The Hokkaido Wolf became extinct during the Meiji restoration period. The wolf was deemed a threat to ranching (which the Meiji government promoted at the time) and targeted via a bounty system and a direct chemical extermination campaign. Hokkaido experienced significant development during this period and the Hokkaido Wolf also suffered from resulting environmental disruption.[1]
The wolf was afforded a benign, rather than malignant, place in Japanese mythology and religion: the clan leader Fujiwara no Hidehira was said to have been raised by wolves, and the wolf is often symbolically linked with mountain kami in Shinto (the most famous example being the wolf kami of Mitsumine Shrine in the town of Chichibu in Saitama Prefecture) on Honshū island.
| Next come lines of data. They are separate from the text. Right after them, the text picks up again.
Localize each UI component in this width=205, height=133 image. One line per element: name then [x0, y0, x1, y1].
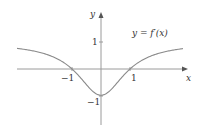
x-tick-label-1: 1 [131, 73, 137, 83]
x-axis-arrow-icon [182, 67, 188, 72]
y-tick-label-neg1: −1 [87, 97, 100, 107]
curve-label: y = f′(x) [131, 28, 168, 38]
y-axis-arrow-icon [99, 12, 104, 18]
curve-f-prime [17, 48, 183, 95]
x-axis-label: x [186, 73, 191, 83]
y-tick-label-1: 1 [92, 37, 98, 47]
chart: y x −1 1 1 −1 y = f′(x) [0, 0, 205, 133]
y-axis-label: y [89, 9, 96, 19]
x-tick-label-neg1: −1 [61, 73, 74, 83]
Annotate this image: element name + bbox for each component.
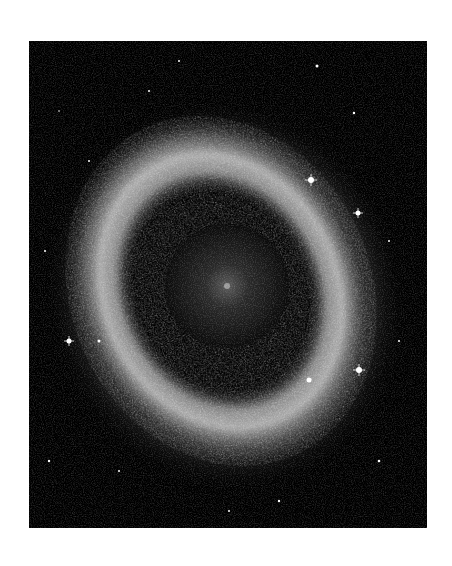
nebula-illustration: [29, 41, 427, 528]
nebula-photo: [29, 41, 427, 528]
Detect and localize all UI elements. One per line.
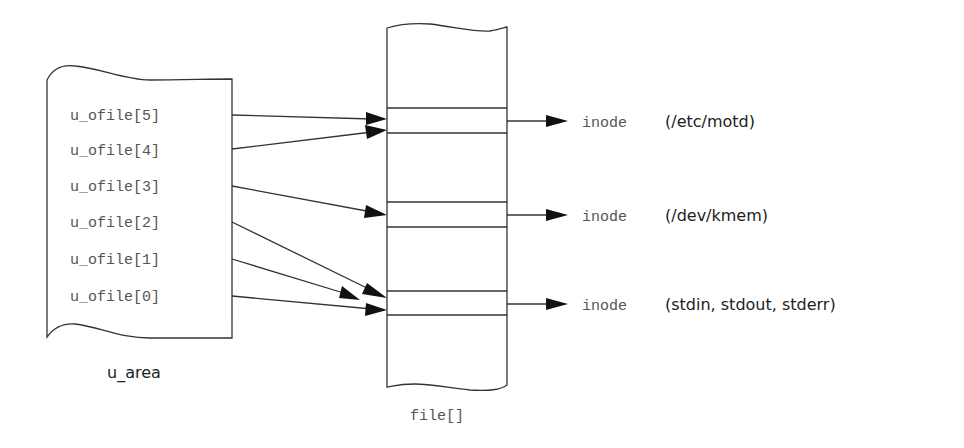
file-descriptor-diagram: u_ofile[5] u_ofile[4] u_ofile[3] u_ofile…	[0, 0, 964, 448]
arrowhead-icon	[365, 303, 387, 316]
svg-text:(/etc/motd): (/etc/motd)	[665, 112, 755, 131]
svg-text:(/dev/kmem): (/dev/kmem)	[665, 206, 768, 225]
u-ofile-2: u_ofile[2]	[70, 215, 160, 232]
svg-text:inode: inode	[582, 298, 627, 315]
arrowhead-icon	[366, 112, 387, 125]
arrowhead-icon	[362, 283, 387, 298]
arrowhead-icon	[339, 286, 360, 300]
inode-label-stdio: inode (stdin, stdout, stderr)	[582, 295, 836, 315]
u-area-label: u_area	[107, 363, 161, 383]
u-ofile-0: u_ofile[0]	[70, 289, 160, 306]
inode-label-motd: inode (/etc/motd)	[582, 112, 755, 132]
inode-arrows	[507, 115, 568, 310]
u-ofile-4: u_ofile[4]	[70, 143, 160, 160]
u-ofile-5: u_ofile[5]	[70, 108, 160, 125]
arrowhead-icon	[364, 205, 387, 218]
u-area-entries: u_ofile[5] u_ofile[4] u_ofile[3] u_ofile…	[70, 108, 160, 306]
ofile-arrows	[232, 112, 387, 316]
arrowhead-icon	[365, 125, 387, 139]
inode-label-kmem: inode (/dev/kmem)	[582, 206, 768, 226]
svg-text:inode: inode	[582, 209, 627, 226]
arrowhead-icon	[546, 115, 568, 127]
arrowhead-icon	[546, 209, 568, 221]
arrowhead-icon	[546, 298, 568, 310]
svg-text:(stdin, stdout, stderr): (stdin, stdout, stderr)	[665, 295, 836, 314]
u-ofile-3: u_ofile[3]	[70, 179, 160, 196]
u-ofile-1: u_ofile[1]	[70, 252, 160, 269]
file-table-label: file[]	[410, 408, 464, 425]
svg-text:inode: inode	[582, 115, 627, 132]
file-table-box	[387, 24, 507, 391]
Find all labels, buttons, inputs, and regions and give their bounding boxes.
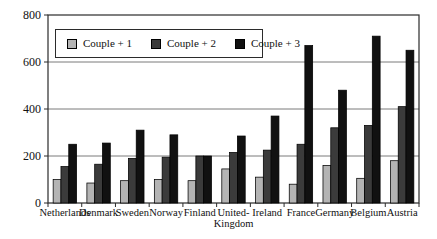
bar-netherlands-series-1 [53,180,61,204]
x-category-label-austria: Austria [387,207,418,218]
x-category-label-sweden: Sweden [116,207,150,218]
bar-germany-series-3 [339,90,347,203]
bar-sweden-series-3 [136,130,144,203]
x-category-label-ireland: Ireland [252,207,282,218]
y-tick-label-800: 800 [23,8,41,22]
legend-label-couple-3: Couple + 3 [251,38,300,49]
bar-netherlands-series-2 [61,167,69,203]
bar-denmark-series-2 [95,164,103,203]
bar-ireland-series-2 [263,150,271,203]
bar-united--series-3 [237,136,245,203]
legend-entry-couple-3: Couple + 3 [235,38,300,49]
y-tick-label-400: 400 [23,102,41,116]
legend-swatch-couple-3-icon [235,39,245,49]
bar-austria-series-2 [398,107,406,203]
bar-denmark-series-1 [87,183,95,203]
bar-belgium-series-1 [357,178,365,203]
x-category-label-finland: Finland [184,207,217,218]
bar-austria-series-1 [390,161,398,203]
x-category-label-belgium: Belgium [350,207,386,218]
bar-france-series-3 [305,46,313,203]
bar-ireland-series-1 [256,177,264,203]
legend-swatch-couple-2-icon [151,39,161,49]
legend-entry-couple-2: Couple + 2 [151,38,216,49]
bar-france-series-1 [289,184,297,203]
y-tick-label-600: 600 [23,55,41,69]
legend-label-couple-1: Couple + 1 [83,38,132,49]
x-category-label-denmark: Denmark [79,207,119,218]
bar-finland-series-1 [188,181,196,203]
x-category-label-france: France [287,207,316,218]
figure-grouped-bar-chart: 0200400600800NetherlandsDenmarkSwedenNor… [0,0,437,239]
bar-germany-series-2 [331,128,339,203]
bar-sweden-series-1 [121,181,129,203]
bar-belgium-series-2 [365,125,373,203]
x-category-label-norway: Norway [149,207,184,218]
bar-germany-series-1 [323,165,331,203]
bar-ireland-series-3 [271,116,279,203]
bar-finland-series-2 [196,156,204,203]
bar-finland-series-3 [204,156,212,203]
bar-sweden-series-2 [128,158,136,203]
bar-united--series-1 [222,169,230,203]
legend-swatch-couple-1-icon [67,39,77,49]
x-category-label-germany: Germany [315,207,355,218]
x-category-label-united-: United-Kingdom [214,207,254,229]
legend-entry-couple-1: Couple + 1 [67,38,132,49]
chart-legend: Couple + 1 Couple + 2 Couple + 3 [55,29,263,58]
bar-france-series-2 [297,144,305,203]
bar-norway-series-1 [154,180,162,204]
bar-netherlands-series-3 [69,144,77,203]
bar-denmark-series-3 [102,143,110,203]
bar-united--series-2 [230,152,238,203]
legend-label-couple-2: Couple + 2 [167,38,216,49]
bar-norway-series-2 [162,157,170,203]
bar-norway-series-3 [170,135,178,203]
bar-austria-series-3 [406,50,414,203]
y-tick-label-200: 200 [23,149,41,163]
bar-belgium-series-3 [372,36,380,203]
Sightings of the Hokkaido Wolf have been claimed from the time of its extinction to the present day, but none of these have been verified (see cryptozoology).[2]
[edit] See also
[edit] References
- ^ Brett L. Walker, "Meiji Modernization, Scientific: Agriculture, and the Destruction of Japan's Hokkaido Wolf," Environmental History, Vol. 9, No. 2, 2004.
- ^ Hall, Jamie (2005). The Cryptid Zoo: Japanese Dwarf Wolf (or Shamanu). Retrieved on 2006-06-15.